The lack of coordinated collaboration contradicts best practices emphasized by the International Federation of Social Workers (IFSW) and the International Association of Schools of Social Work (IASSW) on the necessity of reciprocal partnerships to ensure ethical and quality practicum instruction (IFSW, 2020; IFSW & IASSW, 2014). Participants also articulated the transformative nature of stronger partnerships, expressing their desire for Memoranda of Understanding (MOUs), ongoing communication mechanisms, shared training opportunities, and collaborative supervision models to strengthen practicum education across the continent. In the same line, Anka (2014) argued for an MOU to assist both universities and practicum agencies in planning placements that best meet students’ aspirations, promote professionalism, and foster collaborations for experiential learning.
Limitations
This study was conducted during the COVID-19 pandemic, and the findings should be considered in that context. Recruitment challenges (as detailed in the Methods section) resulted in a limited sample of African schools of social work. In particular, there was low representation of respondents and participants from Central and Northern Africa. Finally, internet availability and connectivity issues may have affected potential participants’ capacity to complete the online survey, which was also only available in English.
Conclusion
This study is one of the first to go beyond single-case or country-specific studies to highlight trends in practicum education across different regional and institutional settings in Africa. The scan reveals that, while practicum remains a compulsory and valued component of social work education, it is often marginalized due to limited resource allocation, inadequate supervisor training, and inconsistent institutional support. Despite substantial challenges, many schools are integrating decolonial approaches to practicum, as suggested by Bhangyi and Makoha (2023), especially by prioritizing rural and community-based practice and partnering with Indigenous organizations (Nhapi, 2020; Opobo et al., 2025). The findings suggest that broader adoption of these contextually grounded practices by the Association of Social Work Education in Africa (ASWEA), the Association of Schools of Social Work in Africa (ASSWA), and independent national associations could significantly strengthen the quality and relevance of practicum across the continent. Key improvements include hiring qualified and competent agency instructors, formalizing partnerships through Memoranda of Understanding (MOUs), developing robust practicum manuals, providing supervisor orientation and training, and ensuring adequate practicum duration to allow students to integrate theory and practice. While institutional leadership and government support are essential to addressing systemic barriers, practicum educators must also play their part in advancing equitable, contextually relevant practicum experiences. Therefore, our findings underscore the challenges facing practicum education in social work schools and the considerable potential for transformation when schools, agencies, and professional bodies in Africa collaboratively commit to strengthening structures and aligning practicum with professional and community realities.
[1] The original survey upon which this study is based was designed by the CSWE in the United States.

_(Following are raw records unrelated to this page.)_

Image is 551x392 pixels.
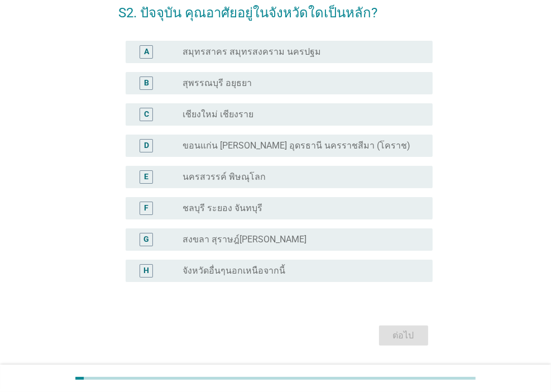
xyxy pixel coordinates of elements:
label: ขอนแก่น [PERSON_NAME] อุดรธานี นครราชสีมา (โคราช) [183,140,410,151]
label: สุพรรณบุรี อยุธยา [183,78,252,89]
label: นครสวรรค์ พิษณุโลก [183,172,266,183]
label: สงขลา สุราษฎ์[PERSON_NAME] [183,234,307,245]
div: B [144,77,149,89]
div: D [144,140,149,151]
label: เชียงใหม่ เชียงราย [183,109,253,120]
div: E [144,171,148,183]
div: F [144,202,148,214]
div: C [144,108,149,120]
div: A [144,46,149,57]
label: ชลบุรี ระยอง จันทบุรี [183,203,263,214]
label: สมุทรสาคร สมุทรสงคราม นครปฐม [183,46,321,57]
div: H [143,265,149,277]
div: G [143,234,149,245]
label: จังหวัดอื่นๆนอกเหนือจากนี้ [183,265,285,277]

It was adapted for the African context with their permission.
[2] This included the International Association of Schools of Social Work (IASSW), Association of South African Social Work Education Institutions (ASASWEI), Association of Social Work Educators in Kenya (ASWEK), Association of the Schools of Social Work in Tanzania (ASSWOT), National Association of Social Workers of Uganda (NASWU), Rwanda National Organization of Social Workers, Senegal Association of Social Workers, Tanzania Association of Social Workers, The National Association of Social Workers Zimbabwe, the Association of Schools of Social Work in Africa (ASSWA), the International Federation of Social Workers (IFSW), and others.
[3] The number of responses to each statement varies because the statements did not apply to all programs.